The Cracker Barrel rebrand exploded into a national controversy this year, sparking sharp backlash and a shareholder revolt that ousted a DEI consultant while leaving the CEO to answer for what went wrong. This piece walks through the rebrand fallout, the company response in a sit-down interview, the role DEI and outside organizations played, and the lingering questions about priorities and authority at the chain.
Americans noticed the new Cracker Barrel look and many reacted as if a reliable staple had been reshaped without asking anyone who actually cares about it. The backlash hit hard, and the company quickly paused the makeover and promised customers they would not erase the brand’s familiar identity. That reversal did not erase the damage to public trust or the sense that decisions were being made by people disconnected from the core customer base.

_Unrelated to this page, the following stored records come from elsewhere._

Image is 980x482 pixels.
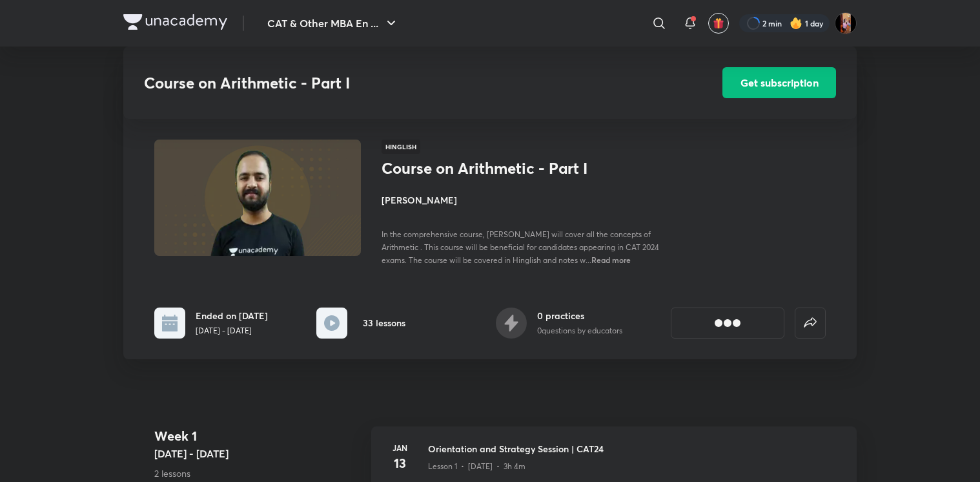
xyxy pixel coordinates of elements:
[259,11,407,36] button: CAT & Other MBA En ...
[713,17,725,29] img: avatar
[537,309,623,323] h6: 0 practices
[708,13,728,34] button: avatar
[154,446,360,462] h5: [DATE] - [DATE]
[537,325,623,336] p: 0 questions by educators
[387,454,413,472] h4: 13
[428,442,841,456] h3: Orientation and Strategy Session | CAT24
[670,307,784,338] button: [object Object]
[834,13,857,34] img: Aayushi Kumari
[154,466,360,480] p: 2 lessons
[382,140,421,154] span: Hinglish
[790,17,802,30] img: streak
[144,74,650,92] h3: Course on Arithmetic - Part I
[362,316,405,329] h6: 33 lessons
[195,325,268,336] p: [DATE] - [DATE]
[591,255,630,264] span: Read more
[154,427,360,446] h4: Week 1
[382,158,592,178] h1: Course on Arithmetic - Part I
[382,193,670,207] h4: [PERSON_NAME]
[123,15,227,33] a: Company Logo
[428,461,525,472] p: Lesson 1 • [DATE] • 3h 4m
[152,138,362,258] img: Thumbnail
[387,442,413,454] h6: Jan
[195,309,268,323] h6: Ended on [DATE]
[123,15,227,30] img: Company Logo
[723,67,836,98] button: Get subscription
[382,229,659,264] span: In the comprehensive course, [PERSON_NAME] will cover all the concepts of Arithmetic . This cours...
[794,307,826,338] button: false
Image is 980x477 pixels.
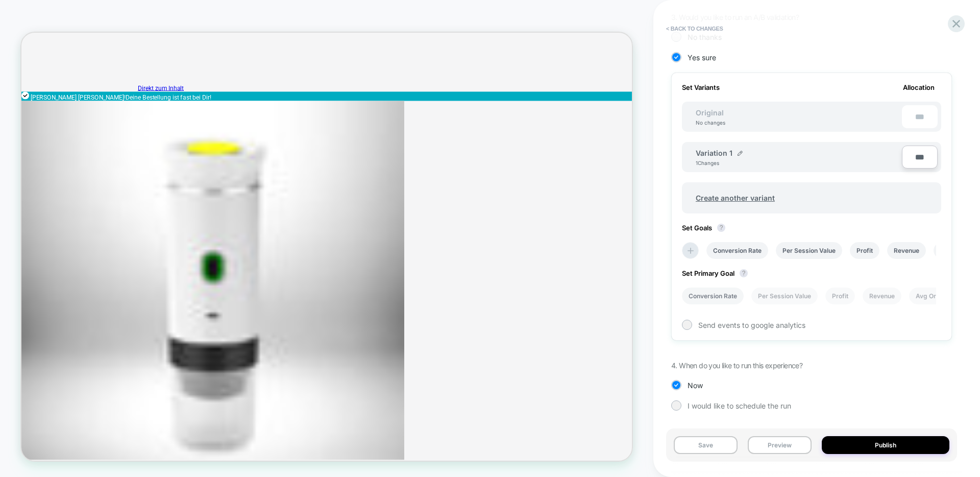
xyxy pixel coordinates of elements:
button: Preview [748,436,812,454]
span: 3. Would you like to run an A/B validation? [671,13,799,22]
span: [PERSON_NAME] [PERSON_NAME]! [12,81,139,91]
span: Now [688,381,703,390]
span: Original [686,108,734,117]
li: Profit [850,242,880,259]
li: Conversion Rate [682,287,744,304]
span: Create another variant [686,186,786,210]
span: I would like to schedule the run [688,401,791,410]
span: Set Variants [682,83,720,91]
span: Set Primary Goal [682,269,753,277]
button: Save [674,436,738,454]
div: 1 Changes [696,160,726,166]
span: Send events to google analytics [698,320,806,330]
span: Allocation [903,83,934,91]
li: Profit [826,287,855,304]
li: Conversion Rate [707,242,769,259]
span: Deine Bestellung ist fast bei Dir! [10,81,253,91]
span: No thanks [688,32,721,42]
button: ? [718,224,725,232]
li: Revenue [863,287,901,304]
button: ? [740,269,748,277]
li: Per Session Value [776,242,843,259]
button: Publish [822,436,950,454]
span: 4. When do you like to run this experience? [671,361,803,370]
img: edit [738,151,743,156]
div: No changes [686,120,735,126]
li: Avg Order Value [909,287,971,304]
span: Set Goals [682,224,731,232]
li: Revenue [887,242,926,259]
span: Variation 1 [696,149,732,157]
a: Direkt zum Inhalt [155,69,217,79]
span: Yes sure [688,53,716,62]
li: Per Session Value [752,287,818,304]
button: < Back to changes [661,20,728,37]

Shareholders stepped in and signaled the same dissatisfaction by rejecting the DEI consultant Gilbert Dávila when board nominees came up, and he resigned shortly afterward. That kind of response from investors is a clear message: changes that alienate loyal customers carry real consequences on the balance sheet and the boardroom. The episode exposed a gap between senior executives’ intentions and the market — and the people — they serve.
CEO Julie Felss Masino went to Glenn Beck for her first extended interview about the debacle, answering questions in a torn and defensive moment for the brand. “Our guests have a right to be upset,” Masino told Beck. “We messed up. The intent was not ideological. It was not to put the old version of Cracker Barrel in a box. It was not the intent whatsoever.” Those words acknowledge error, but they don’t erase the suspicion that other motivations were in play.
Masino explained that the new logo was part of a broader design system, and she insisted the iconic “old-timer” would remain. She said the team missed how removing that figure made people feel personally excluded, and she offered, “I’m sorry,” adding, “We really regret that. That was not the intention.” Apologies matter, but voters of culture — customers — care more about what changes follow and whether leadership actually shifts its priorities.
When pressed on whether the rebrand reflected a shift into DEI-driven corporate culture, Masino offered a bland defense about being welcoming. Beck pushed harder and got the simple reply: “No, it’s pancakes.” That line landed like an attempt to refocus the issue on food and hospitality, but it also raises the obvious question: if the problem really is just menu and service, why did the visual changes become so central and controversial?
Critics and conservative observers point to a pattern of actions that suggested Cracker Barrel was inching toward public-facing embrace of progressive causes. Reports noted visible support for Nashville Pride, River City Pride and involvement with the Human Rights Campaign, along with rainbow-themed rocking chairs at locations and even one placed in a corporate office. Small symbolic gestures accumulated into a perception the company was courting cultural statements rather than focusing on its customers.
Starbuck highlights Cracker Barrel’s support for LGBTQ+ organizations and events, such as Nashville Pride, River City Pride and the Human Rights Campaign (HRC).
He also noted that the company displayed rocking chairs with rainbow colors and LGBTQ+ insignia. The company even went so far as to place one in its Tennessee corporate office. Rocking chairs are practically synonymous with Cracker Barrel, with the restaurant’s long porches lined with them at locations nationwide.
“The fact that it’s located there is important to this story because what’s happened here is a microcosm of the parasitic operating procedure of left-wing activists,” Starbuck said. “They don’t just wanna force their soulless, godless, hedonistic vision of the future onto blue hellscapes that their party controls.
“No, it’s much more important to them that they shove it down into your towns, into your kids’ schools and into your way of life. So, sticking a pro-trans rocking chair into their headquarters in a predominantly conservative town is exactly the type of thing they revel in doing.”
Working with the Human Rights Campaign carries its own expectations, because the HRC’s Corporate Equality Index nudges companies toward certain policies and public stances. Cracker Barrel denied recent work with the HRC while still appearing at LGBTQ+ events, which only deepened suspicion among customers who saw mixed messaging. When corporate actions seem to drift into cultural activism, loyal customers often react like shareholders — by withdrawing support.
Doug Hisel, a senior vice president, repeatedly steered the conversation back to food and service during the interview, arguing the chain should improve its core product. That’s a defensible focus: a restaurant’s primary obligation is to serve great food and give good hospitality. But critics say the rebrand wasted time and resources and that leadership ought to have concentrated on operations instead of symbolic redesigns that alienated regulars.
The episode leaves a clear takeaway for corporate leaders: values and strategy must align with the customer base, especially for heritage brands. Whether Cracker Barrel truly re-centers around its traditional audience remains to be seen, but the boardroom consequences and public outcry have already shown that cultural missteps carry a hefty price. For brands that built their reputations on familiarity and comfort, surprising customers with unexplained change is risky business.